The decision to have an abortion is often difficult, even when it seems the right decision in the circumstances. If either parent is anxious about the prospect of an experiment being performed on the fetus, they should not have this anxiety added to the difficulty of the decision to abort. For the parents’ own peace of mind, their consent should be required in all cases, even though it could be shown that the fetus would not suffer in any way. At the same time, as I have said, no fetal research should be undertaken unless such a showing is made.

We have seen that despite the complication of the consent issue, it is possible to reach plausible conclusions about the limits of ethical research on the fetus without taking the zig-zagging path of the commission or the species-biased and over-restrictive view of Ramsey. The failure of both the commission and Ramsey to reach a clear, coherent position—or even to see any need to justify the special protection they give to the human fetus vis-à-vis “animal models”—is, as I said earlier, an instance of a general weakness in bioethics.

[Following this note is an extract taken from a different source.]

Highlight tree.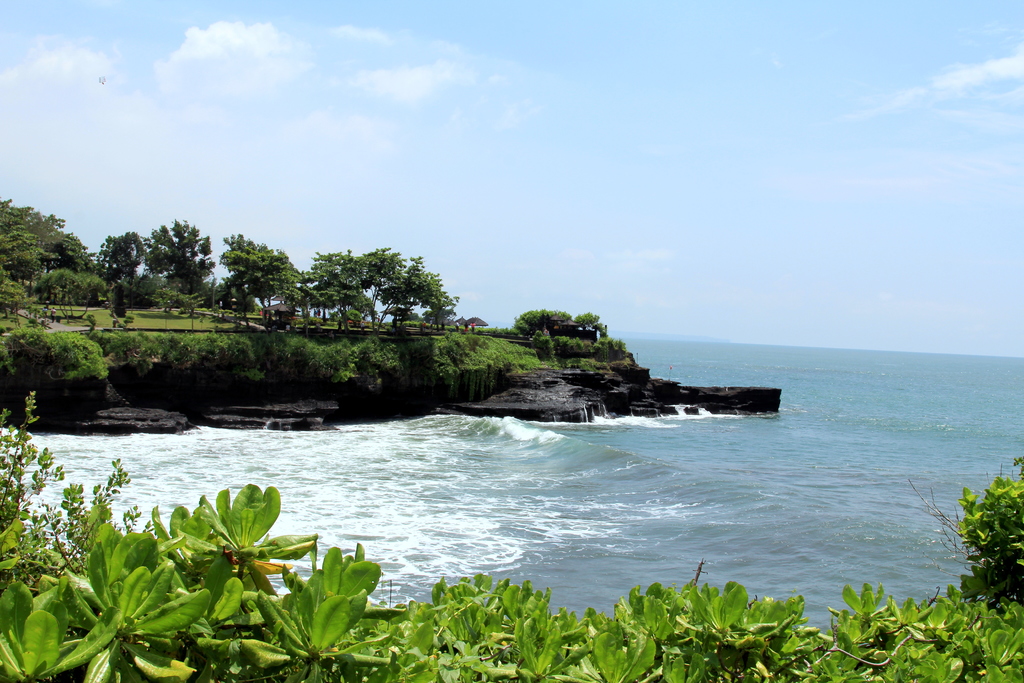
Highlighted region: bbox=[572, 311, 603, 336].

There is a tendency for the ethics in bioethics to be treated superficially.3 That most people regard something as right is often taken as sufficient to show that it is right. This uncritical attitude leads inevitably to confusion and incoherence, for there are several things that most people regard as right which turn out to be incompatible with one another when their full implications are unraveled.

The only proper approach to our ordinary ethical intuitions in bioethical matters is a critical one which does not accept an intuition unless it can be defended on the basis of a more fundamental ethical theory. Unfortunately most of those who decide bioethical issues are ill-equipped to take this approach, since they have no special understanding of ethics or moral philosophy. Consider, for example, the membership of the commission: three doctors, three lawyers, the president of the National Council of Negro Women, an assistant professor of Christian ethics, and a Jesuit who teaches bioethics. Only the last two could be expected to have any special expertise in theoretical ethics, and their views would tend to derive from a religious background.

Thus despite the fact that only a minority of US citizens are churchgoers; despite the constitutional separation of church and state; despite the presence, in every major university in the country, of moral philosophers without special religious affiliations; despite, finally, the fact that these professional philosophers are employed on the basis of their ability to teach and conduct research in ethics—despite all this, there is not a single secular professional philosopher on the commission.

This situation is characteristic of bioethics, which has tended to acquaint doctors, scientists, and lawyers with the work of religious people interested in ethics (like Ramsey, who is a professor of religion at Princeton) rather than with the work of those interested in ethics simpliciter.

To their shame, philosophers themselves bear much of the blame. Throughout the 1950s and into the early 1960s, they proclaimed that moral philosophy was “value free” and that the role of the moral philosopher was quite separate from that of the moralist (the implication being that it was more academically respectable). During this period, discussion of practical issues in ethics went, by default, to religious leaders and those working in religious ethics, who had not abandoned their traditional roles as sources of moral counsel.

The resulting dominance of religious opinion on ethical matters—a dominance that has persisted long after academic moral philosophy has returned to the study of these issues—is a dangerous situation. Bioethics is too important to be left either to those with no background in the handling of ethical concepts and arguments or to those who approach moral issues from a distinctively religious perspective.